Friday, August 17, 2007

2006 in Review: #6


B-side:


In a time when respectable, often stodgy period films are dominating the end of year awards season, it's good to see adventurous filmmakers giving the genre a kick in the pants. Two films which did so particularly well last year were Tristram Shandy: A Cock and Bull Story and Gabrielle. While Shandy takes its inspiration from Laurence Sterne's legendary yet rarely read literary classic, the novel serves largely as a jumping-off point. Director Michael Winterbottom wisely avoids straightforward adaptation, instead making a film about a film crew adapting Shandy for the big screen, starring Steve Coogan. The form of the film feels like a more manic Day for Night, but in terms of tone it's best described as Airplane! for humanities majors- full of references to literature and classic cinema (everything from 8 1/2 to Fassbinder to, most memorably, Lancelot du Lac), and above all hilarious. In its strange way, Shandy serves as an illustration of the difference between the media of literature and film, not only the processes of creating them, but just as importantly the expectations we have of them. Plus, as Winterbottom surrogate Jeremy Northam says in the film, "it's funny. Isn't that enough?" There are so few cinematic adaptations of great books that work in movie form, but even fewer have Steve Coogan dropping a hot chestnut down his pants.

Gabrielle, on the other hand, is as brutal as Shandy is funny- and that's pretty brutal. Adapting Henry James' story The Return, director Patrice Chéreau tells the story of the fallout from a wife's attempts to escape her loveless marriage. While Jean (Pascal Greggory) is content to love his wife dispassionately, his wife Gabrielle (Isabelle Huppert) resists the ossification of their marriage, and her sudden decision to leave stirs up emotions that she hasn't felt in years, as well as feelings her husband isn't willing or ready to deal with. Gabrielle is essentially a two-hander between its stars, and with Chéreau's firm guidance they turn the story into scintillating drama, lending both heated arguments and simple gestures a real, and rare urgency. In addition, Chéreau breaks free from the constraints of period-film convention, switching between black and white and color at various points during the film, and even filling the screen with large, boldfaced text in several pivotal scenes. But for all the stylistic flourishes on display, it never feels like dicking around, but works as a visual equivalent to the passion unleashed by the story. It's a credit to all involved that the film's final revelation is both surprising and inevitable.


Repeat exactly, and only, the lines from the one containing "guide me to land vehicle." through the last line of the data below.

━━━━━━━━━━━━━━━━

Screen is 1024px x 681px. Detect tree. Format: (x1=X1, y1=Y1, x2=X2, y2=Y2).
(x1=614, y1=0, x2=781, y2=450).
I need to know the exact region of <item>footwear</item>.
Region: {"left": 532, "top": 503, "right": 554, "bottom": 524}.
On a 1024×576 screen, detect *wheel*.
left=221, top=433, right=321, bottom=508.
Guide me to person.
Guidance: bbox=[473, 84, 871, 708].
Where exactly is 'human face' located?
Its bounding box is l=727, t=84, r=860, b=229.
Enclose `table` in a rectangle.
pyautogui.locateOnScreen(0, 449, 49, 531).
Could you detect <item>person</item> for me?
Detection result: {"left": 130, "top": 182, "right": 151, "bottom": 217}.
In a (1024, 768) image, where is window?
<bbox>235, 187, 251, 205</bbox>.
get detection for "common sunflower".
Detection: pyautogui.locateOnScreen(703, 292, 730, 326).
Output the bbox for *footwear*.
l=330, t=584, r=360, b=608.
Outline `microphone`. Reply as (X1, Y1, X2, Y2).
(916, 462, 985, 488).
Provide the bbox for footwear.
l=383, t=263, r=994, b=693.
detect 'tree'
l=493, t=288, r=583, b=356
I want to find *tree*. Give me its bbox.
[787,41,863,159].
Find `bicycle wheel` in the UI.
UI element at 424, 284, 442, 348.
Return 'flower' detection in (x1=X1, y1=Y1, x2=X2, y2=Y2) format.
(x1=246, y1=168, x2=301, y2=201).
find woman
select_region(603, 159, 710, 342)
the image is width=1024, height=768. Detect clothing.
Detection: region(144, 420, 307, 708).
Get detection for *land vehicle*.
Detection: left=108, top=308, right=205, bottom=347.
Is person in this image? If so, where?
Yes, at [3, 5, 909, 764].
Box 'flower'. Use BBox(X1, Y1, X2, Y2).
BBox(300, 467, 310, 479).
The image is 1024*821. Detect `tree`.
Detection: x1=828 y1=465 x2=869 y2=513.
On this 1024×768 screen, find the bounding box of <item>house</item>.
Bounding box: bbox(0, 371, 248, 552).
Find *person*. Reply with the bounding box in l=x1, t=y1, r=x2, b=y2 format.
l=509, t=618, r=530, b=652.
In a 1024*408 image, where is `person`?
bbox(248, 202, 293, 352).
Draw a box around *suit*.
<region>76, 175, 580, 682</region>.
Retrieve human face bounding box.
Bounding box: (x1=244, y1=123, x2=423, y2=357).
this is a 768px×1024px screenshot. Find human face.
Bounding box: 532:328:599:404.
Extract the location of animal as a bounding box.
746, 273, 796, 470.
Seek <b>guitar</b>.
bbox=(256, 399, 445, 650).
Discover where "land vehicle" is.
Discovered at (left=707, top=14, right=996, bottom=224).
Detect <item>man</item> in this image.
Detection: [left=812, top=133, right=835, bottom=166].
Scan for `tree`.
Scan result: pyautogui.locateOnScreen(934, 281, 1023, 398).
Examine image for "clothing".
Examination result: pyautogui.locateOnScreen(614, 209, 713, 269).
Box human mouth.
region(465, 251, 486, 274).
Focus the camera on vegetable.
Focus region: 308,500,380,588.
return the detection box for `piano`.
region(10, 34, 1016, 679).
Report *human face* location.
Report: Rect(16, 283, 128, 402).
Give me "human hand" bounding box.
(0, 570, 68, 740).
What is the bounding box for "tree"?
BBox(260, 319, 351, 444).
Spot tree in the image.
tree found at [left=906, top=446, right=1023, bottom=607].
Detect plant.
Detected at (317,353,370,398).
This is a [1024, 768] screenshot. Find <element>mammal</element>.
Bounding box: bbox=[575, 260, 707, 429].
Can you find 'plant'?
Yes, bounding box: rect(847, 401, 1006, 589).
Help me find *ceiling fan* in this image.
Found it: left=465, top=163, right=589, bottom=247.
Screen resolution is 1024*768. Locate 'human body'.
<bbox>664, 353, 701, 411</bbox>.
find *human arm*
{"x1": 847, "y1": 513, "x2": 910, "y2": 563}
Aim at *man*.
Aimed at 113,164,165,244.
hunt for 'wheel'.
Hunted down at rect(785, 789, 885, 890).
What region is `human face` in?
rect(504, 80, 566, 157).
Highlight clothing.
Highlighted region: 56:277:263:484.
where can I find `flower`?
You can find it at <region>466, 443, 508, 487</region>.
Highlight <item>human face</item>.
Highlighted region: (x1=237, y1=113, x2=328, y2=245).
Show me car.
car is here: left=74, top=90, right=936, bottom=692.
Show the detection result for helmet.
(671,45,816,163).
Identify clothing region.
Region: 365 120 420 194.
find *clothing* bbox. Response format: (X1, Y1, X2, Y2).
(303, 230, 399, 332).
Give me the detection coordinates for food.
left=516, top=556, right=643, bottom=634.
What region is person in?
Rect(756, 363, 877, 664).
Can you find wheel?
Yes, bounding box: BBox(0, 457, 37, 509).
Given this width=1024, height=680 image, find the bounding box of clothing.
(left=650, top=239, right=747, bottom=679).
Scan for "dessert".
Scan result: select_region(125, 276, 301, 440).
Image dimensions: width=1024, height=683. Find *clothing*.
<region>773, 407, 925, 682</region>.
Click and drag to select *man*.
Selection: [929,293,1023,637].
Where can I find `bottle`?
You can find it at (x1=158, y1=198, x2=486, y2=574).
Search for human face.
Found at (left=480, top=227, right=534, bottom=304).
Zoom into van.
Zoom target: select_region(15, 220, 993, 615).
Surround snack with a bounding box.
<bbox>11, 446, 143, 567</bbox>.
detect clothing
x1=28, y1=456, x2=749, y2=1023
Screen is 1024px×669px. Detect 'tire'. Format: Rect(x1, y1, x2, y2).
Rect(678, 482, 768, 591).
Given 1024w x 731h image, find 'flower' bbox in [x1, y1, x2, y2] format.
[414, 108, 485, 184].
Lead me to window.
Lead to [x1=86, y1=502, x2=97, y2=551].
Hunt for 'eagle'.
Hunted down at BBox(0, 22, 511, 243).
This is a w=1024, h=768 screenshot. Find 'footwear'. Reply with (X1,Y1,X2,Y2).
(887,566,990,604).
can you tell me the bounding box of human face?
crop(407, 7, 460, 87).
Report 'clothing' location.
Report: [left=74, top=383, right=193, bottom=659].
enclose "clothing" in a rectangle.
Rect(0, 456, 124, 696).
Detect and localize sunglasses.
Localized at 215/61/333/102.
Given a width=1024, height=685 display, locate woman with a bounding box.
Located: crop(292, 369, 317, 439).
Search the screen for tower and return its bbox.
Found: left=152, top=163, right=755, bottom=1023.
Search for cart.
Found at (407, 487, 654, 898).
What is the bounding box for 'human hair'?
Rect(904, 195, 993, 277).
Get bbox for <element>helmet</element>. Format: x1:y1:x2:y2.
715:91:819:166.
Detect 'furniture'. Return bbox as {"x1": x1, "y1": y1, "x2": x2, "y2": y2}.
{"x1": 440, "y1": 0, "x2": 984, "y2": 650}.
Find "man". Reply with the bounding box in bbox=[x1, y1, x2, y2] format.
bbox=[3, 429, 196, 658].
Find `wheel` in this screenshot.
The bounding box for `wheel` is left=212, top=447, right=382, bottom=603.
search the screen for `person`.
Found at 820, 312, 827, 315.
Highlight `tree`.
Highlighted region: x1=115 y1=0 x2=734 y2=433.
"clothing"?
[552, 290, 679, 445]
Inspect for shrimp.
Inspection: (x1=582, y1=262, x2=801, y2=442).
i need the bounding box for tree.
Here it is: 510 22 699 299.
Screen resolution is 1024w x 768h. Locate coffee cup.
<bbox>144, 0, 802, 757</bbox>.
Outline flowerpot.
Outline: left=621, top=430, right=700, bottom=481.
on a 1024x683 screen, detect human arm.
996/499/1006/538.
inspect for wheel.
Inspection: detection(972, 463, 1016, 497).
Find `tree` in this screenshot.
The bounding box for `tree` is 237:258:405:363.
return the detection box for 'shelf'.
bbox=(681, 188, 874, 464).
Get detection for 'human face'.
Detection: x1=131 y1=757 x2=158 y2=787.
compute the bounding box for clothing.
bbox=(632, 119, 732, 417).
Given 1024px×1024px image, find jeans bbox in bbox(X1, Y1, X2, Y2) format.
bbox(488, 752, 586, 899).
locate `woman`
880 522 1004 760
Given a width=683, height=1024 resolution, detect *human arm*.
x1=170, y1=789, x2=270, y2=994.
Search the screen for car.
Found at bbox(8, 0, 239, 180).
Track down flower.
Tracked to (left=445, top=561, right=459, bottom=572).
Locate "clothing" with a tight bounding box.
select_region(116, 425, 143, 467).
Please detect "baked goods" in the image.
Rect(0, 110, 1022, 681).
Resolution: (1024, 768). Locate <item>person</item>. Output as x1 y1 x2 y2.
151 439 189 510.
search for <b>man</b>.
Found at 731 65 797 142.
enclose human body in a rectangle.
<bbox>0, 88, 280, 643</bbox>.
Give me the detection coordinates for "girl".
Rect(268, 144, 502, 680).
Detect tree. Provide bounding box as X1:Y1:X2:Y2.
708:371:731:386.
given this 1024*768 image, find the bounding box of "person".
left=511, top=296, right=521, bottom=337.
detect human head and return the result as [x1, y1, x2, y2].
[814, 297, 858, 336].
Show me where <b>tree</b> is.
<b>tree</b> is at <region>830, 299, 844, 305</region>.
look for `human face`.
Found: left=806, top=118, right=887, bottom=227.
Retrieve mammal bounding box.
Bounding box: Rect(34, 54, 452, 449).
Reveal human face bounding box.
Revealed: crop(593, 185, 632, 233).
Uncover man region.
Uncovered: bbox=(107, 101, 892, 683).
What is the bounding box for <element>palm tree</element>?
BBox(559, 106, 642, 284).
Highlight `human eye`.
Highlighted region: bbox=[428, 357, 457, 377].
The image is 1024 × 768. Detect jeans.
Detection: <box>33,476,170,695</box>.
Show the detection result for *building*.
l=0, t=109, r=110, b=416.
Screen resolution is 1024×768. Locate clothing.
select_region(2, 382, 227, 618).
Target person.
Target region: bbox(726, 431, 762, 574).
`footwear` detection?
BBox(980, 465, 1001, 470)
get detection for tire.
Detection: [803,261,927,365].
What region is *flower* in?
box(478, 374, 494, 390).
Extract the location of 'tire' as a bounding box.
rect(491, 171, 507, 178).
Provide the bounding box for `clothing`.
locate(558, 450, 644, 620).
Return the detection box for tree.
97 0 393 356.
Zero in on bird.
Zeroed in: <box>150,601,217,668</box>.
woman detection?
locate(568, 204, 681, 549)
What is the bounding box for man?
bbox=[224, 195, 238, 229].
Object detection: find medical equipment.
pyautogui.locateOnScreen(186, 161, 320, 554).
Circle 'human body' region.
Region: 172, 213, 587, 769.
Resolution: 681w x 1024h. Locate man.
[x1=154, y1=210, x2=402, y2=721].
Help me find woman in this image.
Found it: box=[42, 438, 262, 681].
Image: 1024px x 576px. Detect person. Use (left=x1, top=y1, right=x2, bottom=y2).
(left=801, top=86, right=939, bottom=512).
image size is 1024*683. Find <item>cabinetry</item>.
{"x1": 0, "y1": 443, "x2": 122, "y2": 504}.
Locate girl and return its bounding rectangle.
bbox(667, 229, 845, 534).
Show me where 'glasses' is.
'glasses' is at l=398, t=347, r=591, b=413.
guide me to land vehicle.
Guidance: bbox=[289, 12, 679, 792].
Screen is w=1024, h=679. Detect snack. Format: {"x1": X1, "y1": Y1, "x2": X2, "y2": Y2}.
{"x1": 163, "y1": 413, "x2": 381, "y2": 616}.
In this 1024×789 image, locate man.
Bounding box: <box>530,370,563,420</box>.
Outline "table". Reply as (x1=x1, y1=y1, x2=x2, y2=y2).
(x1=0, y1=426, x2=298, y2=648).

━━━━━━━━━━━━━━━━

- OUTPUT FOR THIS TASK:
guide me to land vehicle.
Guidance: bbox=[289, 12, 679, 792].
Screen is w=1024, h=679. Detect snack. Format: {"x1": X1, "y1": Y1, "x2": X2, "y2": Y2}.
{"x1": 163, "y1": 413, "x2": 381, "y2": 616}.
In this 1024×789 image, locate man.
Bounding box: <box>530,370,563,420</box>.
Outline "table". Reply as (x1=x1, y1=y1, x2=x2, y2=y2).
(x1=0, y1=426, x2=298, y2=648).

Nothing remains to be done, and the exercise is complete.